Chapter 7 A Letter
A LETTER
Kat
Coming up with the plan to get her sister to stay was supposed to be the difficult part, but after a load of coin had been dumped in Kat’s lap with the promise of even more, figuring out what to say turned out to be much harder.
It took multiple pieces of parchment over the course of the day. On the first, Kat had simply written:
Dear Kalypso
And then she promptly crossed it out and crumpled it up.
What am I doing, writing her a trial summons?
Well, it might feel like that if she didn’t get it right. The others began with a more affectionate Dear Kaly, but they were all still too formal.
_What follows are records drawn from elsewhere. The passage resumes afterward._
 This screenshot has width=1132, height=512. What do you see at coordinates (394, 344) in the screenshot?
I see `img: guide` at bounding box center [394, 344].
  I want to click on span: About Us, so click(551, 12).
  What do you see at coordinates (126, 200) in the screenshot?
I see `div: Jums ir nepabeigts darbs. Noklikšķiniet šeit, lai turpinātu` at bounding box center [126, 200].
Kat had never gone longer than a day without speaking to her sister, though, so after weeks maybe that was what was needed.
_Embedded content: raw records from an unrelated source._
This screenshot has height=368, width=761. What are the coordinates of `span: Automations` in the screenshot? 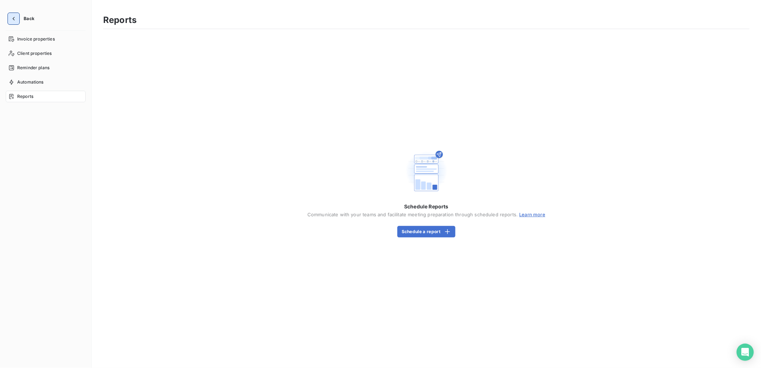 It's located at (30, 82).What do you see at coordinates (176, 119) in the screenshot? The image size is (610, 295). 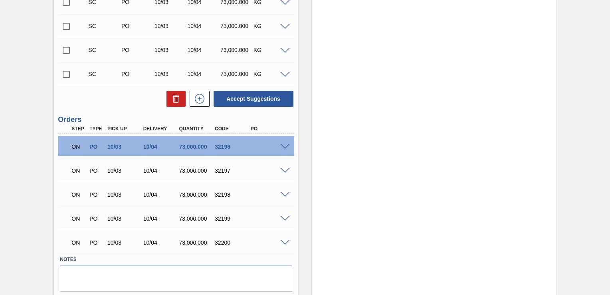 I see `h3: Orders` at bounding box center [176, 119].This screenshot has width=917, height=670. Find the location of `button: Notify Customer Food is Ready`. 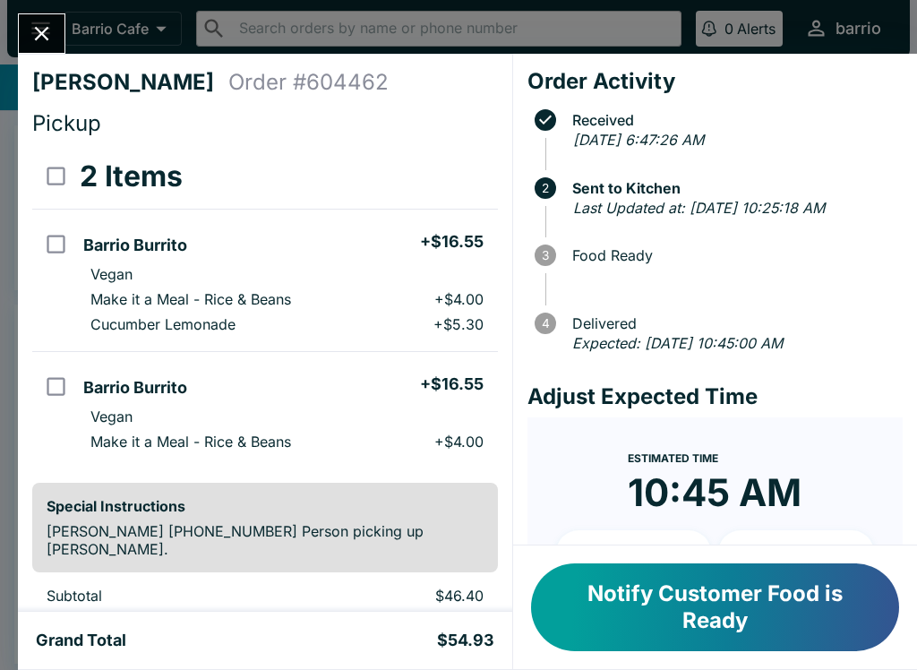

button: Notify Customer Food is Ready is located at coordinates (715, 607).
Gods, what if she doesn’t want to hear from me at all?
Maybe…maybe. Yet Kat still wrote letter after letter, some absolving herself and blaming her sister, some groveling so intensely they couldn’t be believed no matter how true they were, some too cheery, some too sorrowful, one that went on for three pages about the virtues of cream in tea, but none exactly right.
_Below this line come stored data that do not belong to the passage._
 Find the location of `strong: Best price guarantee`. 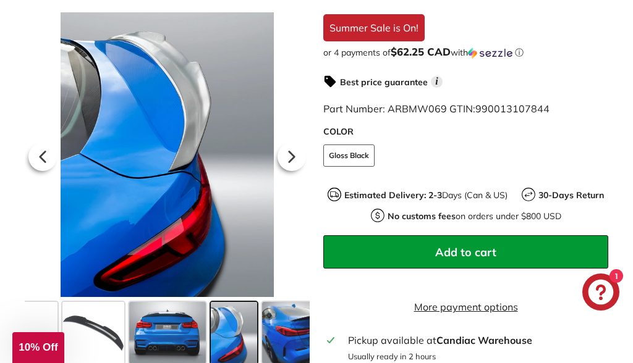

strong: Best price guarantee is located at coordinates (384, 82).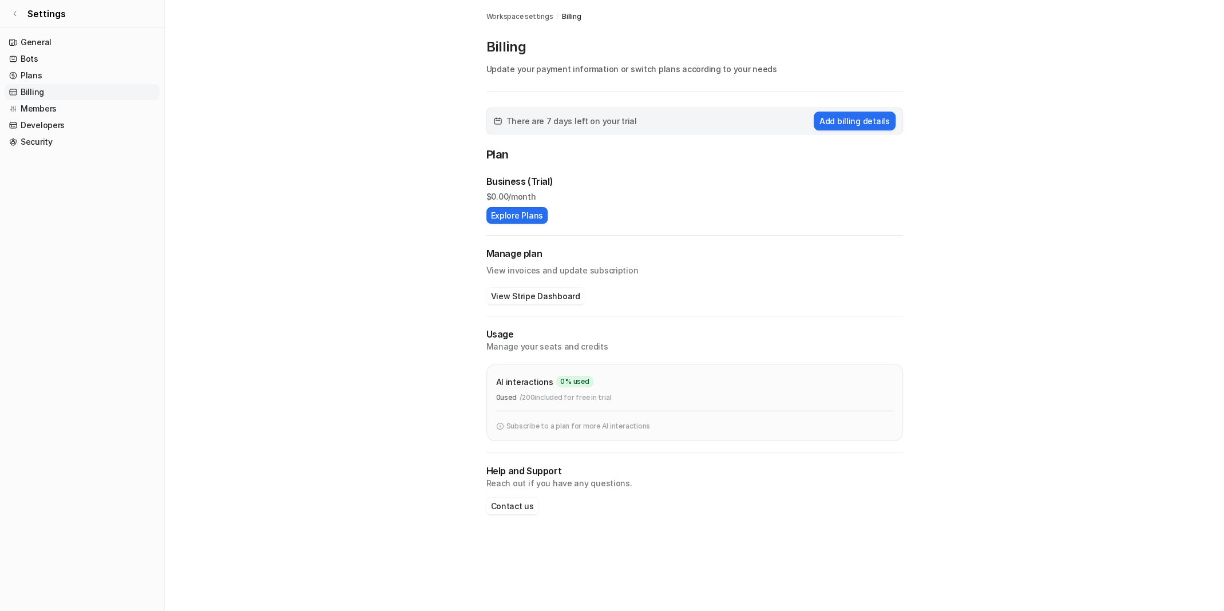 The width and height of the screenshot is (1224, 611). What do you see at coordinates (565, 398) in the screenshot?
I see `p: / 200 included for free in trial` at bounding box center [565, 398].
More scratches with the quill, more crumpled parchment.
By late afternoon, her sorting work for the day was finished, so she crept through the post to the second story where the bedchambers were.
No one used the window in the upstairs hall because the massive tree hanging over the side entry had long ago blotted out the view, but with a jiggle of its handle, it opened up onto a sturdy overhang.
She readjusted her sewing bag and climbed out onto the roof and into the hidden safety of the tree.
A myriad of blue and purple leaves surrounded Kat as she pulled herself upward onto the sturdiest branch.
The thickness of the leaves and their shadows hid her away.
She stared at the singular piece of blank parchment she brought in an attempt to force herself to get it right.
One of the drayks that routinely traveled to the barracks sat not so patiently at her side, nipping at the quill.
“Yes, I know you want to be done for the day too,” she said. “But humans can’t just lay an egg and get everything inside us out. We have to…” Kat touched her cheek, fingers falling into the divot of her scar. “We have to be brave.”
Lyly
Kat took a hitching inhale. When had she last called her sister that?
Probably that time she fell off the roof of the Davenport Manor.
She thought she was going to die—a bit dramatic since she’d only fractured her leg and hit her head hard enough to gush an impressive amount of blood, but between sobs and her sister’s arms, she’d apologized to Lyly for being so clumsy.
Kalypso had been so warm then. Not that she’d ever been cold to Kat, but that night her sister had been different.
She was always the woman who could begin or end a bar brawl with a single look and the sister who could turn around Kat’s day with a gift of fine stolen thread, but in that moment, she had been more to Kat. She had been like a mother.
At least, what Kat imagined a mother should be like because there was nothing about Kaly that reminded Kat of the woman who bore them.
The words came easy then, a sincere apology, a promise, an affirmation of love. And then because she was afraid more than anything to lose her, a request:
Please stay. I need you.
With a last check that her script would be legible, she gave it to the drayk for delivery and watched him take off into the evening air with a thread’s breadth more courage in her heart.